Obviously the whole design and implementation will depend on platform:

Critical Platform Services

  • Identity Broker:
    • Central OIDC provider across all accounts
    • Auto-generates kubeconfig with enver-scoped permissions
    • Manages role trust relationships between 50+ AWS accounts
  • Network Fabric Controller:
    • Auto-provisions TGW attachments for new envers
    • Manages VPC sharing approvals through AWS RAM
    • Enforces subnet CIDR hygiene via IPAM
  • Policy as Code Engine:
    • Converts CDK IAM statements into OPA-validated permissions
    • Auto-remediates overly permissive policies
    • Generates cross-account access manifests
  • Observability Hub:
    • Collects metrics/logs from 15+ regions
    • Maintains enver-specific retention policies
    • Provides auto-generated Runbooks per service type

What Developers Never See

  • Account ID Changes: podSaRole.roleArn resolves to arn:aws:iam::ACCOUNT:role/envers/... dynamically
  • Region Switching: Deployment pipelines auto-select regions based on enver SLA
  • VPC Peering: All cross-service communication flows through platform-managed TGW
  • Credential Rotation: IRSA roles auto-rotate using centralized kms:RotateKey policies

This platform transforms AWS multi-account complexity into safe, self-service enver deployments while maintaining enterprise-grade security - exactly what raw AWS CDK/EKS lacks.
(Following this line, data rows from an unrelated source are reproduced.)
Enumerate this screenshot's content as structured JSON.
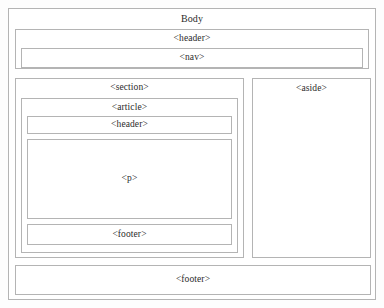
{
  "diagram": {
    "title": "Body",
    "type": "html5-semantic-layout",
    "body": {
      "label": "Body",
      "header": {
        "label": "<header>",
        "nav": {
          "label": "<nav>"
        }
      },
      "section": {
        "label": "<section>",
        "article": {
          "label": "<article>",
          "header": {
            "label": "<header>"
          },
          "paragraph": {
            "label": "<p>"
          },
          "footer": {
            "label": "<footer>"
          }
        }
      },
      "aside": {
        "label": "<aside>"
      },
      "footer": {
        "label": "<footer>"
      }
    },
    "colors": {
      "border": "#b4b4b4",
      "text": "#2b2b2b",
      "background": "#fdfdfd",
      "box_fill": "#ffffff"
    }
  }
}
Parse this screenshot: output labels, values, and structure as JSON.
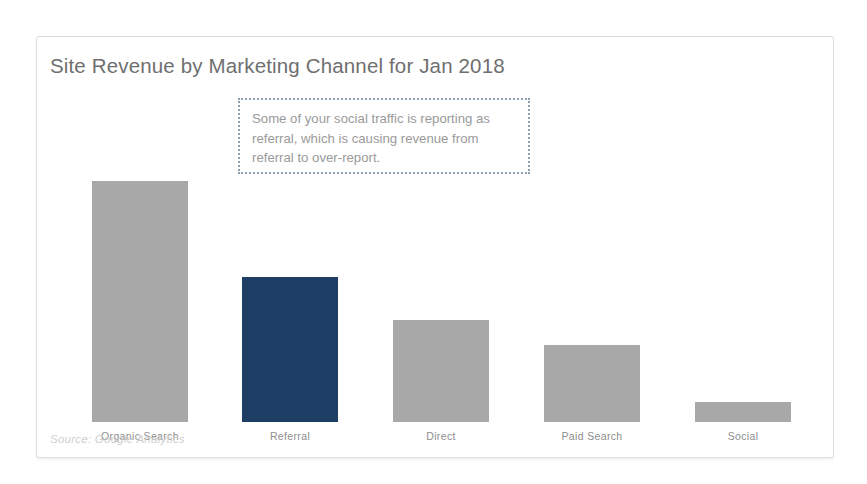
{
  "card": {
    "border_color": "#dcdcdc",
    "background": "#ffffff"
  },
  "title": "Site Revenue by Marketing Channel for Jan 2018",
  "annotation": {
    "text": "Some of your social traffic is reporting as referral, which is causing revenue from referral to over-report.",
    "border_color": "#8f9fb3",
    "text_color": "#9a9a9a"
  },
  "source_note": "Source: Google Analytics",
  "colors": {
    "bar_default": "#a8a8a8",
    "bar_highlight": "#1f3e66",
    "title": "#6f6f6f",
    "axis_label": "#8e8e8e",
    "source": "#cfcfcf"
  },
  "chart_data": {
    "type": "bar",
    "title": "Site Revenue by Marketing Channel for Jan 2018",
    "xlabel": "",
    "ylabel": "",
    "grid": false,
    "legend": null,
    "axis_visible": false,
    "ylim": [
      0,
      250
    ],
    "categories": [
      "Organic Search",
      "Referral",
      "Direct",
      "Paid Search",
      "Social"
    ],
    "values": [
      241,
      145,
      102,
      77,
      20
    ],
    "value_unit": "pixel-height",
    "bar_colors": [
      "#a8a8a8",
      "#1f3e66",
      "#a8a8a8",
      "#a8a8a8",
      "#a8a8a8"
    ],
    "highlighted_category": "Referral",
    "annotations": [
      {
        "text": "Some of your social traffic is reporting as referral, which is causing revenue from referral to over-report.",
        "style": "dotted-box"
      }
    ],
    "bars": [
      {
        "label": "Organic Search",
        "value": 241,
        "color": "#a8a8a8",
        "left": 55
      },
      {
        "label": "Referral",
        "value": 145,
        "color": "#1f3e66",
        "left": 205
      },
      {
        "label": "Direct",
        "value": 102,
        "color": "#a8a8a8",
        "left": 356
      },
      {
        "label": "Paid Search",
        "value": 77,
        "color": "#a8a8a8",
        "left": 507
      },
      {
        "label": "Social",
        "value": 20,
        "color": "#a8a8a8",
        "left": 658
      }
    ]
  }
}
Why Application-Centric Infrastructure Requires Network Foundation

The networking architecture described above isn’t just about connectivity—it’s the foundation that enables true application-centric infrastructure patterns:

1. Preserves Application Ownership

While CDK’s Cluster.addManifest forces infrastructure teams to own manifest deployment, the platform service pattern allows applications to maintain ownership of their complete vertical slice. Application envers can deploy their Kubernetes manifests to shared EKS clusters without losing bounded context principles.

2. Enables Cross-Platform Integration

The Transit Gateway fabric allows application envers to seamlessly integrate with multiple platform services (EKS, RDS, MSK) while maintaining atomic deployment boundaries. Applications declare their requirements; platform services fulfill them through secure network channels.

3. Supports Environment Promotion

The same application enver can deploy to different environment networks (development, production) without code changes. Network abstraction enables application portability while maintaining security boundaries through physical network isolation.

4. Simplifies Application Development

Applications inherit secure connectivity and don’t need to understand VPC peering, security groups, or cross-account IAM complexity. Platform services abstract infrastructure complexity while preserving application control over business logic and data.

The Application-Centric Advantage

The contrast reveals a fundamental philosophical difference:

  • CDK’s Infrastructure-Centric Approach: Applications must understand and configure infrastructure details, creating tight coupling and operational complexity
  • Enver-Centric Application Ownership: Applications own their complete vertical slice while consuming infrastructure through platform service APIs, enabling true business agility

This transformation allows development teams to focus on delivering business value while platform teams optimize for operational excellence—the essence of application-centric infrastructure.